For more than a decade, Antigua and Barbuda’s National Archives have been deteriorating in plain sight. The building has leaked so badly that when it rains outside, it rains inside, threatening centuries-old documents with mold, rot, and collapse. Now the government is relocating the Archives to a temporary space while planning long-overdue renovations for 2026. But the crisis we face is not a construction problem — it is a leadership failure.

No archive can survive without stable electricity, humidity control, and proper storage. Yet the very institution charged with safeguarding plantation ledgers, emancipation records, colonial maps, and ancestral documents has endured chronic power outages and decades of environmental damage. How can a nation protect its history under conditions that actively destroy it?

This is more than neglect. It is cultural abandonment.

Our ancestors endured chattel slavery, leaving behind only a faint, fragile documentary trail that allows us to reconstruct their names and stories. And yet, we have allowed that legacy to deteriorate under bureaucratic indifference. There is an old Antiguan saying: “Ungratefulness is worse than witchcraft.” And today, we are witnessing the spell of that ungratefulness unfold in real time. Our ancestors, who survived the unimaginable, would turn their backs in shame at what we have allowed to happen to the very records that hold their memory.

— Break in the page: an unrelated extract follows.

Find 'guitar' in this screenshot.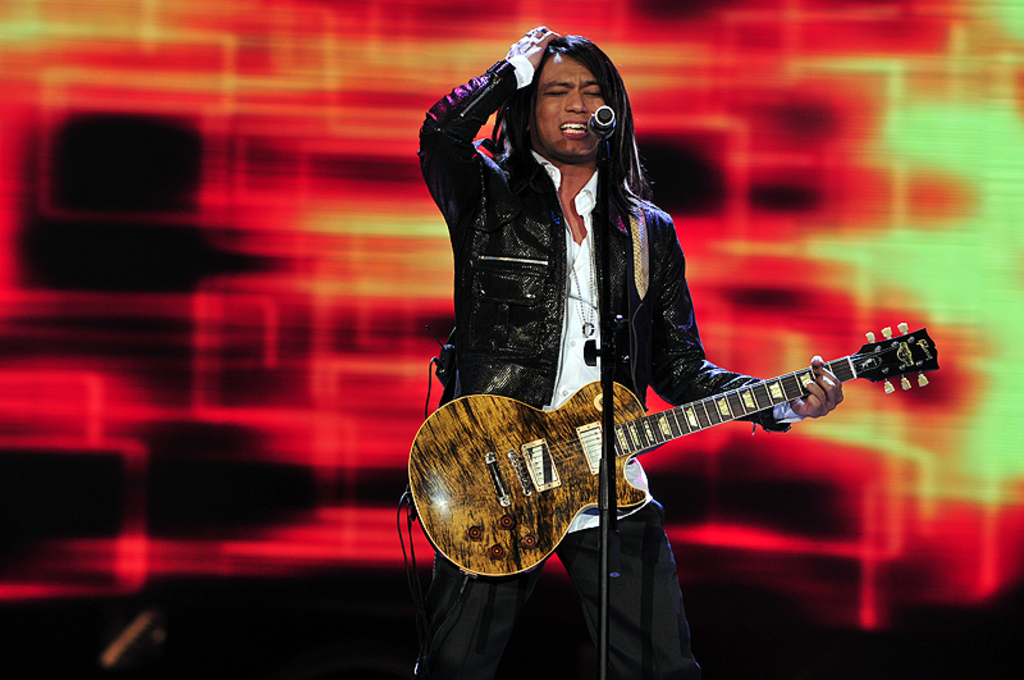
The bounding box for 'guitar' is {"left": 397, "top": 301, "right": 942, "bottom": 604}.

We Need Real Professionals — Now

Immediate triage must be carried out by trained archivists, conservation scientists, and preservation specialists — not political appointees with flattering titles and matching salaries. Mold remediation, environmental stabilization, and document rescue require expertise far beyond the current capacity of the department.

It is time to remove unqualified management and place the Archives under professional stewardship.

Call the University of the West Indies

We have regional expertise at our fingertips. UWI trains the Caribbean’s top archivists and conservation professionals. They have the laboratories, academic networks, and practical knowledge needed to assess the damage and design a sustainable recovery plan.

Why haven’t they been called?

Accountability Is Not Optional

If the government values national identity, then the Archives must be funded, digitized, and led by credentialed professionals — not loyalists. Antigua and Barbuda cannot build a future while erasing its past.

Preserving memory is preserving nationhood.
Failing to act now would be nothing short of national self-destruction.